2 articles · Updated · spacedaily.com · May 23
  • 30 June 1908 saw an object from space explode 5 to 10 kilometres above central Siberia, knocking down tens of millions of trees across about 2,150 square kilometres without leaving a crater.
  • Atmospheric pressure likely tore the body apart before impact, releasing its energy in an airburst whose downward shockwave produced the radial pattern of flattened forest that investigators later mapped.
  • 1927 expeditions led by Leonid Kulik found a marshy epicentre but no meteorite or impact crater, undercutting later speculation about spacecraft, black holes or antimatter.

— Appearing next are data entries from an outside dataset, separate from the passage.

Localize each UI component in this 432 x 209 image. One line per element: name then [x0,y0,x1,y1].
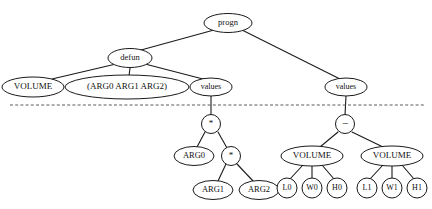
tree-node-volume1[interactable]: VOLUME [281,146,343,166]
tree-node-arg2[interactable]: ARG2 [239,181,279,200]
node-label-mul0: * [209,118,214,128]
tree-node-w1[interactable]: W1 [382,178,402,198]
tree-node-arglist[interactable]: (ARG0 ARG1 ARG2) [65,75,189,99]
tree-edge-mul1-to-arg2 [237,164,253,181]
node-label-l1: L1 [363,183,372,192]
diagram-canvas: progndefunVOLUME(ARG0 ARG1 ARG2)valuesva… [0,0,432,209]
node-label-arg2: ARG2 [248,184,270,194]
node-label-arg0: ARG0 [183,150,205,160]
tree-edge-volume1-to-h0 [322,165,334,179]
node-label-values1: values [336,82,356,91]
tree-edge-progn-to-defun [141,30,214,50]
node-label-arglist: (ARG0 ARG1 ARG2) [87,81,167,91]
tree-node-mul0[interactable]: * [202,115,221,134]
tree-node-volume0[interactable]: VOLUME [2,77,64,97]
node-label-minus: − [342,117,348,129]
tree-node-progn[interactable]: progn [204,14,252,33]
tree-node-arg1[interactable]: ARG1 [193,181,233,200]
tree-edge-minus-to-volume1 [320,132,338,147]
node-label-h1: H1 [412,183,422,192]
tree-node-h0[interactable]: H0 [327,178,347,198]
node-label-volume1: VOLUME [293,150,332,160]
tree-node-values1[interactable]: values [325,78,367,96]
tree-edge-mul0-to-mul1 [218,132,227,148]
node-label-l0: L0 [283,183,292,192]
node-label-volume2: VOLUME [373,150,412,160]
node-label-volume0: VOLUME [14,81,53,91]
tree-node-mul1[interactable]: * [222,147,241,166]
tree-node-minus[interactable]: − [336,115,355,134]
tree-edge-volume1-to-l0 [290,165,303,179]
tree-node-w0[interactable]: W0 [302,178,322,198]
tree-node-defun[interactable]: defun [108,49,152,68]
node-label-arg1: ARG1 [202,184,224,194]
tree-edge-volume2-to-l1 [370,165,383,179]
tree-edge-volume2-to-h1 [402,165,414,179]
node-label-progn: progn [218,17,239,27]
expression-tree-svg: progndefunVOLUME(ARG0 ARG1 ARG2)valuesva… [0,0,432,209]
node-label-defun: defun [120,52,140,62]
tree-edge-mul0-to-arg0 [197,132,205,147]
tree-edge-mul1-to-arg1 [218,164,226,181]
node-label-mul1: * [229,150,234,160]
tree-node-values0[interactable]: values [190,78,232,96]
node-label-w0: W0 [306,183,318,192]
tree-node-arg0[interactable]: ARG0 [174,147,214,166]
tree-edge-minus-to-volume2 [352,132,383,147]
tree-node-volume2[interactable]: VOLUME [361,146,423,166]
node-layer: progndefunVOLUME(ARG0 ARG1 ARG2)valuesva… [2,14,427,200]
tree-node-l1[interactable]: L1 [357,178,377,198]
node-label-w1: W1 [386,183,398,192]
tree-edge-progn-to-values1 [242,30,340,79]
tree-node-l0[interactable]: L0 [277,178,297,198]
node-label-values0: values [201,82,221,91]
node-label-h0: H0 [332,183,342,192]
tree-node-h1[interactable]: H1 [407,178,427,198]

  • Estimates put the blast at roughly 10 to 15 megatons of TNT—hundreds of times Hiroshima—though the exact yield and whether the object was a stony asteroid or comet fragment remain unsettled.
  • Tunguska still shapes impact-risk planning because mid-sized objects are more common than crater-forming giants; the far smaller 2013 Chelyabinsk airburst still injured about 1,500 people.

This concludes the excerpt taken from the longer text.